PQ does a lot of stuff like this:
; render a frame..
set1 ie,7 ; master interrupt enable
set1 pcon,0 ; enable halt mode
The issue is that when you turn on ie,7, you might be tempted to handle a base timer interrupt straight away. But that will cause you to run at half speed. The reason is that when ie,7 is turned on, PQ is already late, the source flag for the interrupt is already set.
That means when you reach halt mode, the timer interrupt was already handled, and won't serve to exit halt mode, until another frame or whatever goes by.
The solution that worked for me, was to just have a hacky flag which was like: we just enabled interrupts, wait for another instruction to go by before we actually service any.
Someday we will understand the VMU's interrupts well enough that we can all get rid of our hacky flags, or we can just start calling them normal flags and say the hardware is what's hacky.
PQ does a lot of stuff like this:
The issue is that when you turn on
ie,7, you might be tempted to handle a base timer interrupt straight away. But that will cause you to run at half speed. The reason is that whenie,7is turned on, PQ is already late, the source flag for the interrupt is already set.That means when you reach halt mode, the timer interrupt was already handled, and won't serve to exit halt mode, until another frame or whatever goes by.
The solution that worked for me, was to just have a hacky flag which was like: we just enabled interrupts, wait for another instruction to go by before we actually service any.
Someday we will understand the VMU's interrupts well enough that we can all get rid of our hacky flags, or we can just start calling them normal flags and say the hardware is what's hacky.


WHAT NEEDS TO BE DONE: The result should be every line in the data below that carries the string "labels".

SOURCE DATA:
⟨
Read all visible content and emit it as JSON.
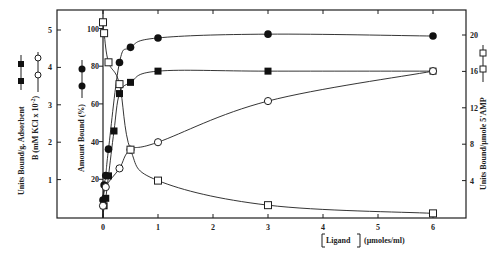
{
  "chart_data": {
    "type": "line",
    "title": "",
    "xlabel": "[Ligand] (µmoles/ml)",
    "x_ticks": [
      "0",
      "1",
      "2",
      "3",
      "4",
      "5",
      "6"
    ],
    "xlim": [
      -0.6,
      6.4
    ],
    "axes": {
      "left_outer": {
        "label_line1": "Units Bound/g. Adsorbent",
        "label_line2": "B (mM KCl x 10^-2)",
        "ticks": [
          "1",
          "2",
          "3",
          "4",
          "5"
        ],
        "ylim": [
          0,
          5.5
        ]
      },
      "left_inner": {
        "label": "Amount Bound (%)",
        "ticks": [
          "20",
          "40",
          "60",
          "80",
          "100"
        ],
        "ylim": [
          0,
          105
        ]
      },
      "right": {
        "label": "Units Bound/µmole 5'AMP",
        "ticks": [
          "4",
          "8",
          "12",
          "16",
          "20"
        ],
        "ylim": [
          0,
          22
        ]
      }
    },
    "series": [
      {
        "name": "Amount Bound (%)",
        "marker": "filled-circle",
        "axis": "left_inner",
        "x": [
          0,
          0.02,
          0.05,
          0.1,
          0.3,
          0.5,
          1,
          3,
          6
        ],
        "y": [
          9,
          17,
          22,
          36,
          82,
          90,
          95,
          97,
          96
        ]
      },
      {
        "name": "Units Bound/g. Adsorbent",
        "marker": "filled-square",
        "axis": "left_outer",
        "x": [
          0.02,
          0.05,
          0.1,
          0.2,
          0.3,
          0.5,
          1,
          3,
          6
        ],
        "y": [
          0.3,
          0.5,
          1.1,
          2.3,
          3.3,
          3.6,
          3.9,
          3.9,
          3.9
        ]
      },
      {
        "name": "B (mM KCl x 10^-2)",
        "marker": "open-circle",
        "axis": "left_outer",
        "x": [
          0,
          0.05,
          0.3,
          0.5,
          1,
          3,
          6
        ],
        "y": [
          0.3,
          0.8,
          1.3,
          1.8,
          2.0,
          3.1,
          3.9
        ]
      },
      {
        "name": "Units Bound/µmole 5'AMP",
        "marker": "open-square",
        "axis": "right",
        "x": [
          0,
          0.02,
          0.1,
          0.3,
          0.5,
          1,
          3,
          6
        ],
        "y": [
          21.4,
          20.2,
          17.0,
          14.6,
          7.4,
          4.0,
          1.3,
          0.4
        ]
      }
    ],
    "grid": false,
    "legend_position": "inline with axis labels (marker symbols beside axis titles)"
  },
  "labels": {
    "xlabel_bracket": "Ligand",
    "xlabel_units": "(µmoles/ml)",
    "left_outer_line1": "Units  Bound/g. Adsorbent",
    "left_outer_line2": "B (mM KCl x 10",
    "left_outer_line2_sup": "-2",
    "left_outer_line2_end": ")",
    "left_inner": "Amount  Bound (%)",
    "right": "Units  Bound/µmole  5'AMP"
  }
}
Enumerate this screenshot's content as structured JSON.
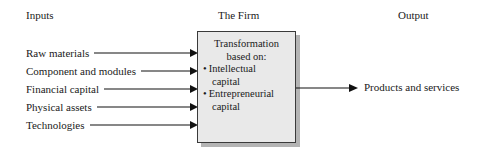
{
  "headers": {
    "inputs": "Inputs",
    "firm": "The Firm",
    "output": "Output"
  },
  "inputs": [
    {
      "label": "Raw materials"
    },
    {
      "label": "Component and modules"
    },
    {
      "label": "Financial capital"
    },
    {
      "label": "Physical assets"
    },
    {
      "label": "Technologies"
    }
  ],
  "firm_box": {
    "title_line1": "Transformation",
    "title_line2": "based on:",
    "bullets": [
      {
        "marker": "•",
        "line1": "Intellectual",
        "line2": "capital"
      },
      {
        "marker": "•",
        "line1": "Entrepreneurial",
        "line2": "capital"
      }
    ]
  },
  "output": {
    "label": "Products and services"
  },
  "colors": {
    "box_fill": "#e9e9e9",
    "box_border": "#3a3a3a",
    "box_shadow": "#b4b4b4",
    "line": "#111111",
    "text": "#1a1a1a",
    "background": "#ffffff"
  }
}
⟩
⟨
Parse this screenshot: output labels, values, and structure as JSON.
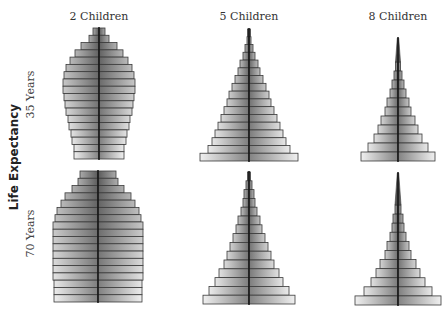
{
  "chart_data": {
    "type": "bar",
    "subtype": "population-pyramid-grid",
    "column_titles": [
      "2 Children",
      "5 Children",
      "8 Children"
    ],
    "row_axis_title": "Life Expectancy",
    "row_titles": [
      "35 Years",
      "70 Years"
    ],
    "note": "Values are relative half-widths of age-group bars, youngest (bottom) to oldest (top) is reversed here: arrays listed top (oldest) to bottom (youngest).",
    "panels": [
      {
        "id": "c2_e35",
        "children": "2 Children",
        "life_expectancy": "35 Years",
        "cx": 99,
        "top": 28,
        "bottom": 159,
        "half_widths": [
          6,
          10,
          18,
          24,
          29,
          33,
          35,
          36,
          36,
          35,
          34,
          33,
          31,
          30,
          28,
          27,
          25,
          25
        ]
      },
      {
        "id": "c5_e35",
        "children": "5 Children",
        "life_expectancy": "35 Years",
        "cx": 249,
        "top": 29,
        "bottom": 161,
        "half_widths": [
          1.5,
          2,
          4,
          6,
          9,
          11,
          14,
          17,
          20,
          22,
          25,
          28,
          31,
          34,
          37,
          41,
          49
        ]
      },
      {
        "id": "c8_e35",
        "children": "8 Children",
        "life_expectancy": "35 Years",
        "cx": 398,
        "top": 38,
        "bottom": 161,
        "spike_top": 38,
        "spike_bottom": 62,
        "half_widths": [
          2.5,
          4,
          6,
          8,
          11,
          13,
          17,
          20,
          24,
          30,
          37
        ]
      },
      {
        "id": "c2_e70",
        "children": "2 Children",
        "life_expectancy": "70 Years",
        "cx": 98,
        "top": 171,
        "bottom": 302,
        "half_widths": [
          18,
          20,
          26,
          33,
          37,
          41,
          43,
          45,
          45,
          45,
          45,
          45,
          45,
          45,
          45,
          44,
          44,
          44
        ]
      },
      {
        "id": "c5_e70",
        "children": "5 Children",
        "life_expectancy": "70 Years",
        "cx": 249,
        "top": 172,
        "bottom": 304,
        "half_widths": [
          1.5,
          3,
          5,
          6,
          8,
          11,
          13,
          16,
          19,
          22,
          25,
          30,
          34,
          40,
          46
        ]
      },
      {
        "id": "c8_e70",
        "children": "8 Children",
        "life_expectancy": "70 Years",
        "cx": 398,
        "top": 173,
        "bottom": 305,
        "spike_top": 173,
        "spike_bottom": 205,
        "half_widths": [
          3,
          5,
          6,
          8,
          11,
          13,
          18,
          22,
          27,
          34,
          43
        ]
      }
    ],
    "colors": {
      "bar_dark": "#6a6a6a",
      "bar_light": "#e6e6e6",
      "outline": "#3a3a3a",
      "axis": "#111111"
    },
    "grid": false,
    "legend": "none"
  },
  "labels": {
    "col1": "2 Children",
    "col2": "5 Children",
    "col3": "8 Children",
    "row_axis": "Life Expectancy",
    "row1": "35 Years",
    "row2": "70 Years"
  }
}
⟩
REPLY TO THE EXERCISE:
    "legend_position": "inline with axis labels (marker symbols beside axis titles)"
  "labels": {
Parse this screenshot: output labels, values, and structure as JSON.
  "labels": {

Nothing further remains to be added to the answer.